Oh, and “Date” in the rare cases when it’s set in the gracenote database is normally the year the CD was released, about which I don’t care a fart. I want the year the recording was made, please.
I don’t usually care if I have two different versions of the same recording. The exception to this is if one of them is remastered or otherwise of noticeably better quality. Take Wilhelm Furtwängler’s 1944 recording of the Eroica with the Wiener Philharmoniker, a.k.a. Furtwangler/VPO Beethoven op. 55, or any of a thousand other possible descriptions of the same thing. I originally downloaded this as an mp3 from emusic, and was so impressed I decided to buy a “proper” CD version to see if I could hear a difference. I could. (Also HIGHLY RECOMMENDED)
song title
I would prefer to just have the names of movements in here. It isn’t very important for classical music anyway – I rarely want to listen to single movements of things and would almost just as soon have an entire work as one track, but I can’t be bothered to do all the clicking about to glue them together in iTunes.
track number
The track number that something was on the original CD is completely irrelevant. As Brian says, you either think “So Track 14 is really the fourth movement of the third work on the disc …”, or you go through and edit everything laboriously by hand to say this is movement 2 of 3 in so-and-so concerto, rather than track 7 of 13 on some irrelevant CD. It would be nice if iTunes provided a quick and easy way to do this, but it doesn’t.
so what do i propose to do about all this?
The information in gracenote is such complete garbage it’s almost a write-off. I just looked up a CD of Janacek’s string quartets by the Talich quartet. What I find is typical:
- The titles of the actual works are in the “song name”, so for the four movement string quartets we have the same song name four times. This is actually not a blatantly stupid choice given that the whole gracenote database is built around the CD as its fundamental unit, which means you can’t put anything useful for classical music in the Album field
- The actual “song names”, the names of the movements, are in the “artist” field. Great. I’ll have to cut and paste these out one by one into the Song Name before I can put the actual artist in. And where (if anywhere) have they put the artist?
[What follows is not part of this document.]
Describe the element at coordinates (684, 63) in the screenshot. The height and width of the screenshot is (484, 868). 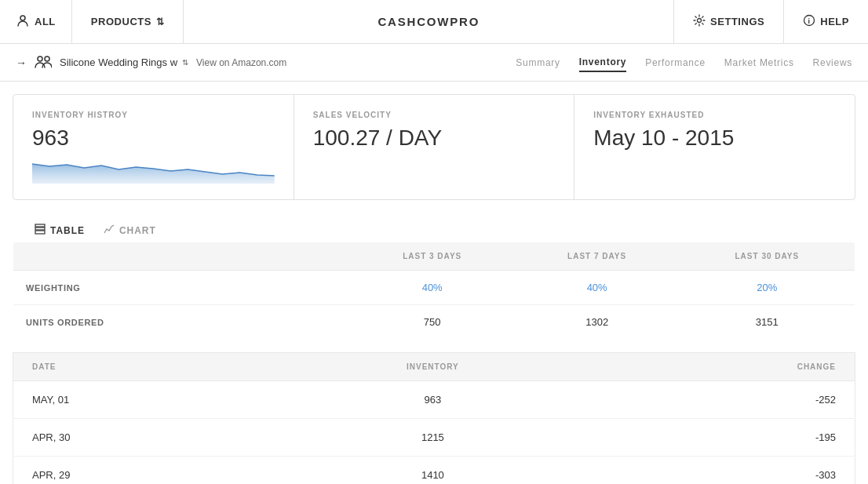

- … nowhere. Composer is blank too
What I intended to write about is:
- Given that the gracenote data is a write-off and I’m resigned to having to input all the metadata myself if I want anything half usable, how am I actually going to use the fields available in iTunes?
- How would I actually do it myself in an ideal world, given that what I’m trying to achieve is some kind of super-iTunes cataloguing / sorting / jukebox system, not a research database for musicologists? This, if I ever have time to write it, will get into all sorts of interesting stuff about how to keep an ultra-simple user interface to a search system that, behind the scenes, does all kinds of smart language-independent, user-adaptive stuff.
But this is already too long and it’s getting late. Another day.